Dataset entries

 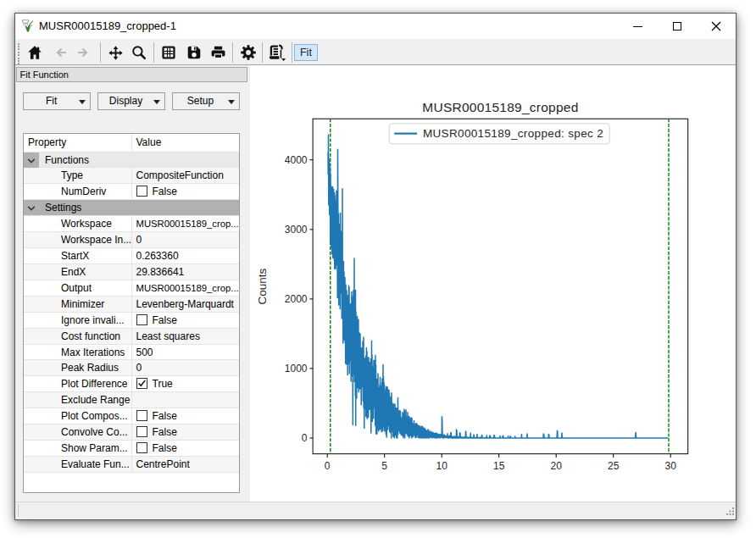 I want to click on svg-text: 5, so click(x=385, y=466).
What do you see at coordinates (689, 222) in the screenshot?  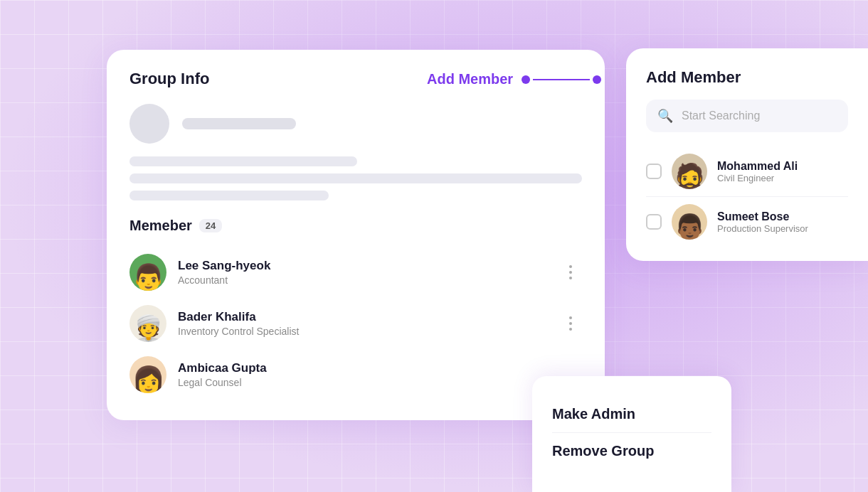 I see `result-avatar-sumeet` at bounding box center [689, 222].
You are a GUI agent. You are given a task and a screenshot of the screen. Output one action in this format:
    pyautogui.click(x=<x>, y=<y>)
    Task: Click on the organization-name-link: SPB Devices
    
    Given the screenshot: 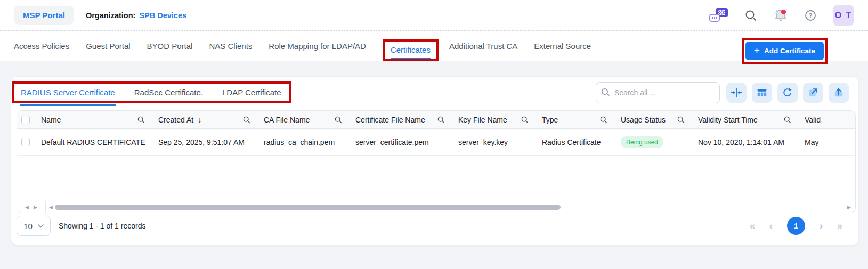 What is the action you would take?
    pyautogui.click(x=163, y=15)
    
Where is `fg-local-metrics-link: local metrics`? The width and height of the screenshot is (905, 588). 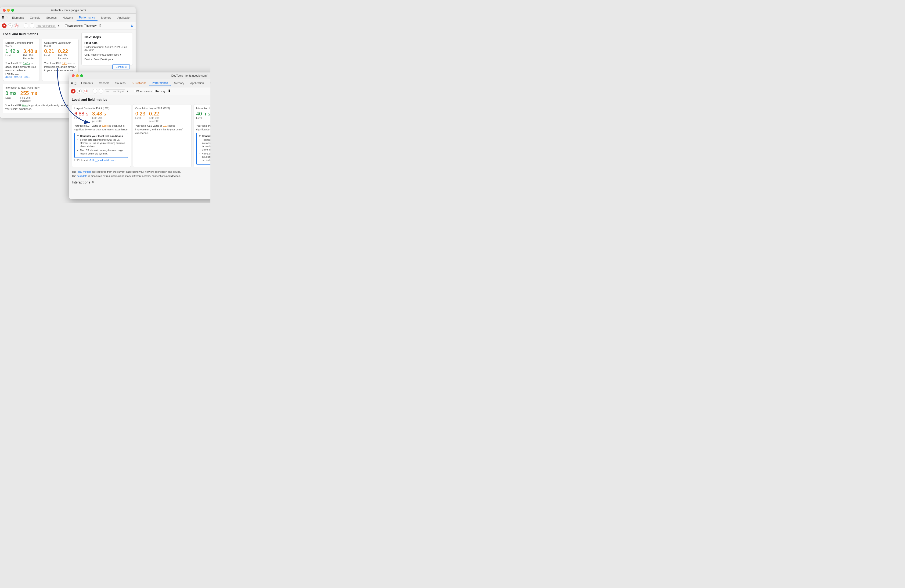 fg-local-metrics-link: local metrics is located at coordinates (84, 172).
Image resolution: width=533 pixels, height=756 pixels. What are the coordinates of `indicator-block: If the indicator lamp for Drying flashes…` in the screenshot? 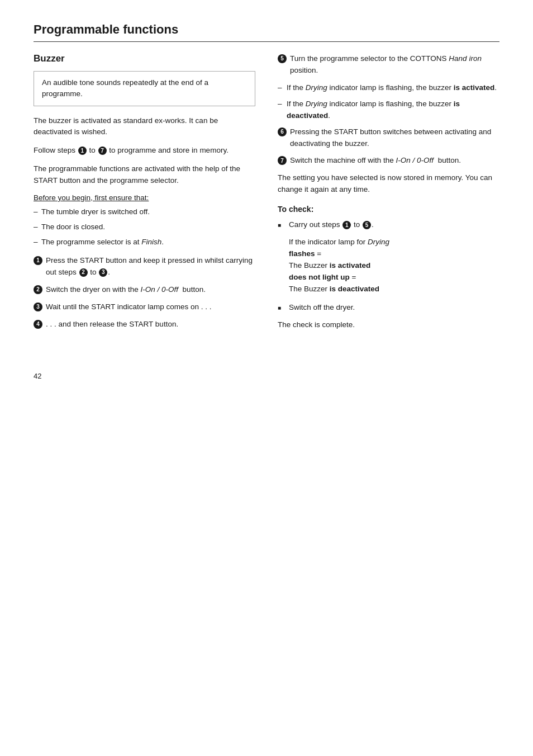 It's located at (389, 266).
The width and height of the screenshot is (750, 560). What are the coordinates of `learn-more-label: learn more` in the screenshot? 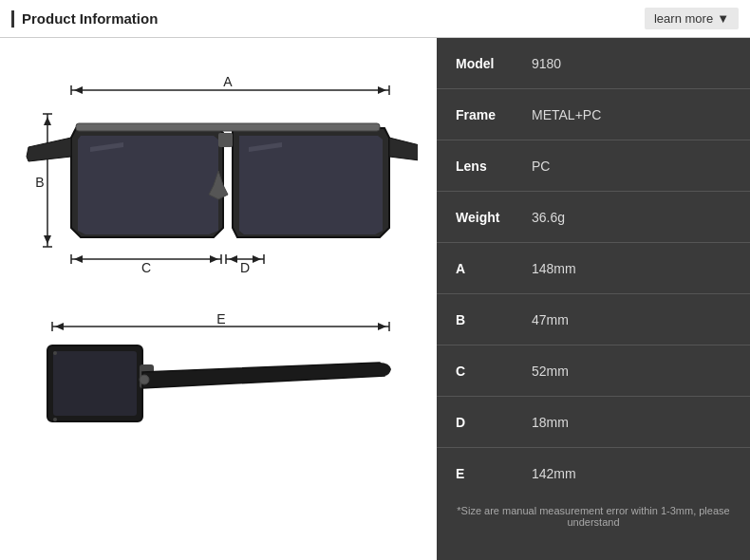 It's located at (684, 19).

**The problem:** Return word for word the lines above from the line with "You are a GUI" to the line with "Task: Click on", including both and leaving out all others.

**Solution to this task:**
You are a GUI agent. You are given a task and a screenshot of the screen. Output one action in this format:
    pyautogui.click(x=<x>, y=<y>)
    Task: Click on the organization-name-link: SPB Devices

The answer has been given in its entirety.